The De Cams book is hard for me to understand. The terminology of politics is so different from that of psychology. Everything seems backwards. I must be genuinely attentive at P.T. sessions Sunday nights from now on. I have been lazy-minded. Or, no, but as F.S. said, too absorbed in my work—and so inattentive to its context, he meant. Not thinking about what one is working for.
10 SEPTEMBER
Have been so tired the last two nights I skipped writing this journal. All the data are on tape and in my analysis notes, of course. Have been working really hard on the F.S. analysis. It is very exciting. It is a truly unusual mind. Not brilliant, his intelligence tests are good average, he is not original or an artist, there are no schizophrenic insights, I can’t say what it is, I feel honored to have shared in the childhood he remembered for me. I can’t say what it is. There was pain and fear of course, his. father’s death from cancer, months and months of misery while F.S. was twelve, that was terrible, but it does not come out pain in the end, he has not forgotten or repressed it but it is all changed, by his love for his parents and his sister and for music and for the shape and weight and fit of things and his memory of the lights and weathers of days long past and his mind always working quietly, reaching out, reaching out to be whole.
There is no question yet of formal co-analysis, it is far too early, but he cooperates so intelligently that today I asked him if he was aware consciously of the Dark Brother figure that accompanied several Con memories in the Uncon dimension. When I described it as having a matted shock of hair he looked startled and said, “Dokkay, you mean?”
That word had been on the subverbal audio, though I hadn’t connected it with the figure.

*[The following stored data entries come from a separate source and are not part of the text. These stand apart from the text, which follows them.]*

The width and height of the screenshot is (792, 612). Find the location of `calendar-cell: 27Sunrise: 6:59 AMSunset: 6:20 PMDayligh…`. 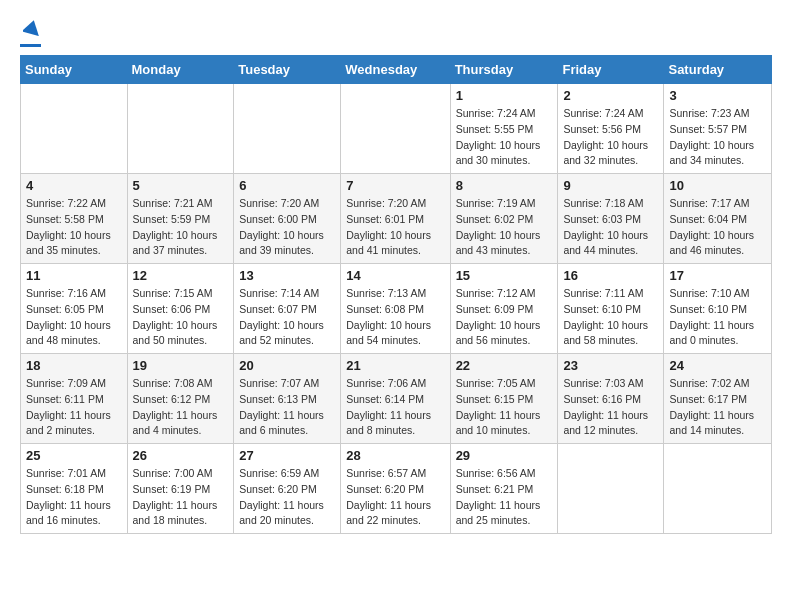

calendar-cell: 27Sunrise: 6:59 AMSunset: 6:20 PMDayligh… is located at coordinates (288, 489).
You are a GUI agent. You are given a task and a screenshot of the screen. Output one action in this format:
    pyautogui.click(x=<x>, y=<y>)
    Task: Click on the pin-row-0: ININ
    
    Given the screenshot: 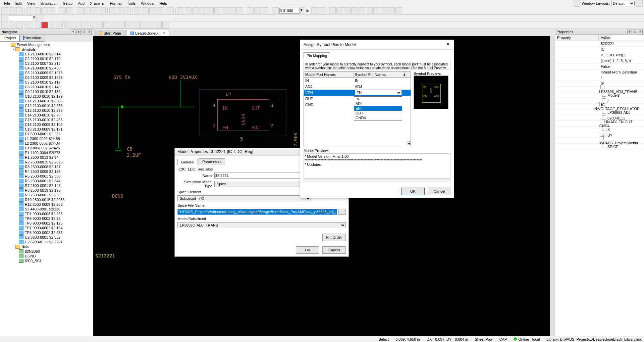 What is the action you would take?
    pyautogui.click(x=357, y=81)
    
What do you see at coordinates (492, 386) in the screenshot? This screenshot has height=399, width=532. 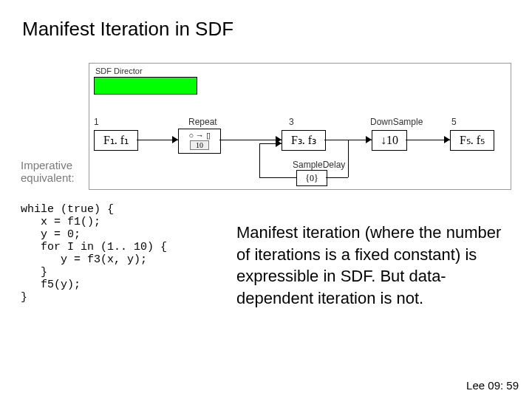 I see `slide-footer: Lee 09: 59` at bounding box center [492, 386].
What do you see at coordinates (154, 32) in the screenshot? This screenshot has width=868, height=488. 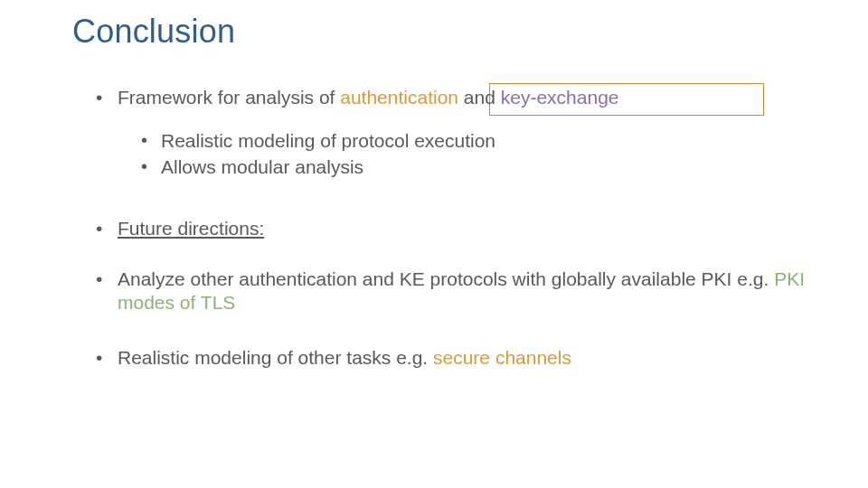 I see `slide-title: Conclusion` at bounding box center [154, 32].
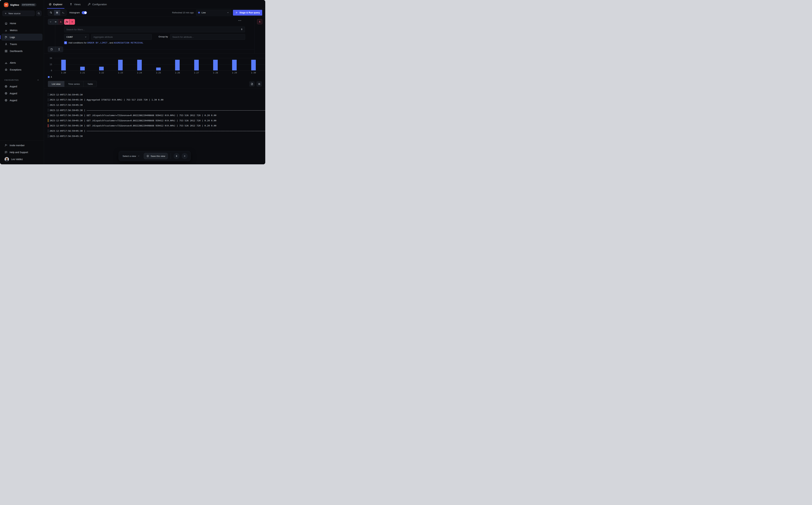 This screenshot has height=505, width=812. I want to click on sidebar-item-invite-member: Invite member, so click(22, 145).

He explained that when he was five or six Dokkay had been his name for a “bear” he often dreamed or daydreamed about. He said, “I rode him. He was big, I was small. He smashed down walls, and destroyed things, bad things, you know, bullies, spies, people who scared my mother, prisons, dark alleys I was afraid to cross, policemen with guns, the pawnbroker. Just knocked them over. And then he walked over all the rubble on up to the hilltop. With me riding on his back. It was quiet up there. It was always evening, just before the stars come out. It’s strange to remember it. Thirty years ago! Later on he turned into a kind of friend, a boy or man, with hair like a bear. He still smashed things, and I went with him. It was good fun.”
I write this down from memory as it was not taped; session was interrupted by power outage. It is exasperating that the hospital comes so low on the list of Government priorities.
Attended the Pos. Thinking session tonight and took notes. Dr. K. spoke on the dangers and falsehoods of liberalism.
11 SEPTEMBER
F.S. tried to show me Dokkay this morning but failed. He laughed and said aloud, “I can’t see him any more. I think at some point I turned into him.”
“Show me when that happened,” I said, and he said, “All right,” and began at once to recall an episode from his early adolescence. It had nothing to do with Dokkay. He saw an arrest. He was told that the man had been passing out illegal printed matter. Later on he saw one of these pamphlets, the title was in his visual bank, “Is There Equal Justice?” He read it, but did not recall the text or managed to censor it from me. The arrest was terribly vivid. Details like the young man’s blue shirt and the coughing noise he made and the sound of the hitting, the TRTU agents’ uniforms, and the car driving away, a big grey car with blood on the door. It came back over and over, the car driving away down the street, driving away down the street. It was a traumatic incident for F.S. and may explain the exaggerated fear of the violence of national justice justified by national security which may have led him to behave irrationally when investigated and so appeared as a tendency to disaffection, falsely I believe.